Nepal is moving the Everest base camp off of the melting Khumbu glacier, the BBC reported.

Research shows that the Khumbu glacier is rapidly thinning as a result of the changing climate. “We see increased rock falls and movement of melt-water on the surface of the glaciers that can be hazardous,” Scott Watson, a researcher at the University of Leeds who studies glaciers, told the BBC.

The current base camp location is becoming destabilized by the ice melt and is no longer safe. Climbers say cracks appear in the ground overnight, and guides say they expect more avalanches and ice falls at the current location going forward. The new base camp will be around 200 to 400 meters lower in altitude — and in a spot where there isn’t year-round ice.

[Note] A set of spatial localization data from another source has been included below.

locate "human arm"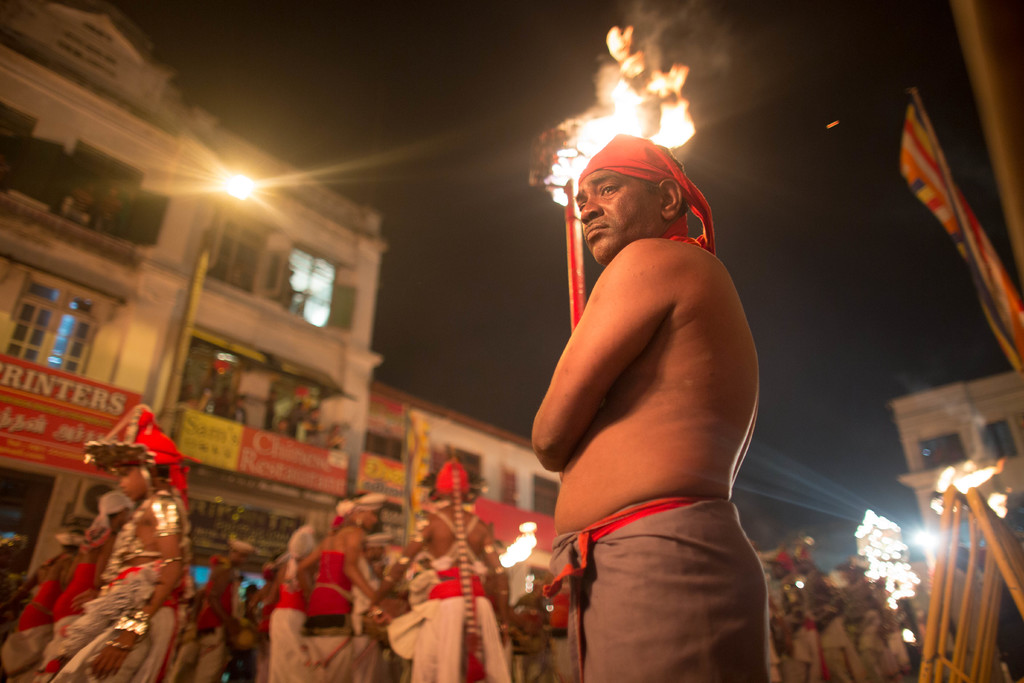
rect(530, 247, 674, 475)
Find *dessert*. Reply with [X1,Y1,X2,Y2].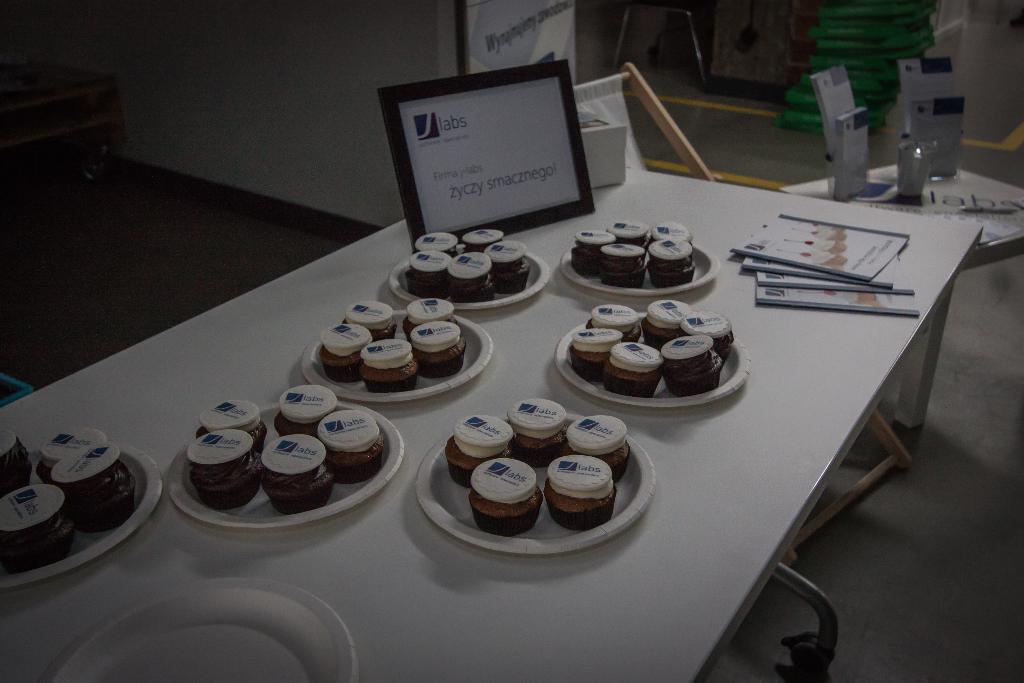
[483,234,525,293].
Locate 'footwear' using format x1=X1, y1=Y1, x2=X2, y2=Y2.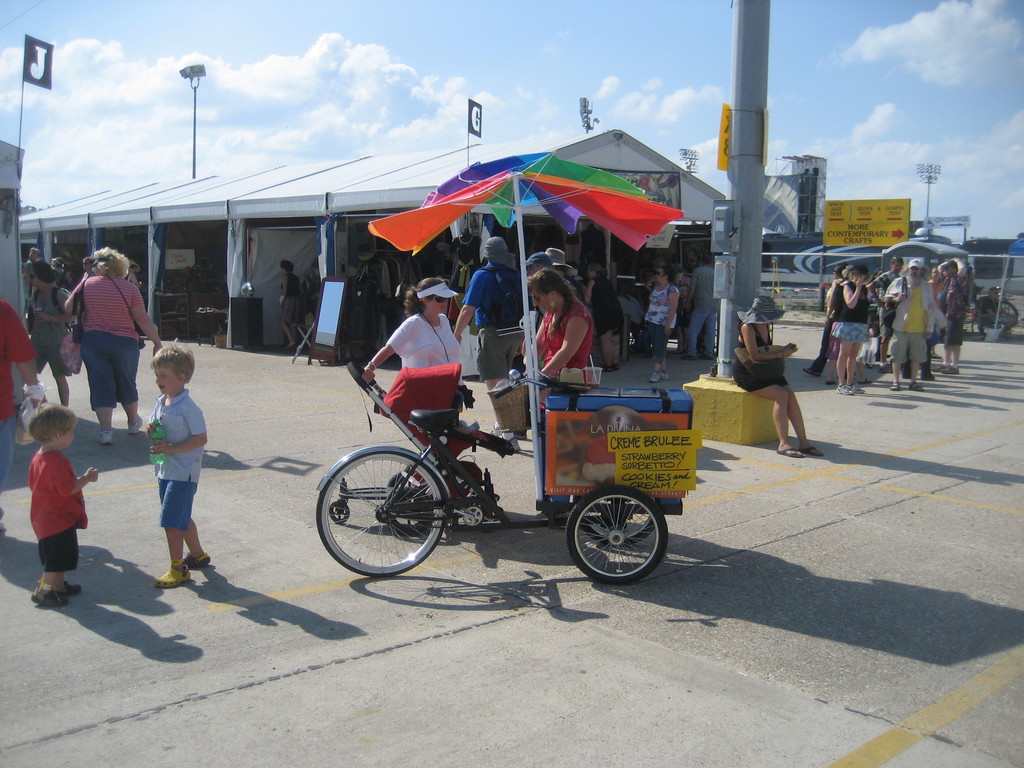
x1=774, y1=442, x2=807, y2=459.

Climate change isn’t the only contributing factor, though: the sheer number of people passing through the base camp adds to the destabilization. “For instance, we found that people urinate around 4,000 liters at the base camp every day,” Khimlal Gautam, a member of the committee that recommended the move, told the BBC. “And the massive amount of fuels like kerosene and gas we burn there for cooking and warming will definitely have impacts on the glacier’s ice.”

Conditions on Everest are rapidly deteriorating overall, not just at the base camp. Other glaciers are melting, losing ice in a few years that took hundreds of years to develop. It’s making the climb more dangerous. The melting is also revealing the frozen, dead bodies of past climbers and piles of garbage.

Nepal’s tourism department still has to discuss plans for the move with local stakeholders, including local communities who might be affected by the shift. But if all goes as planned, base camp could move by 2024.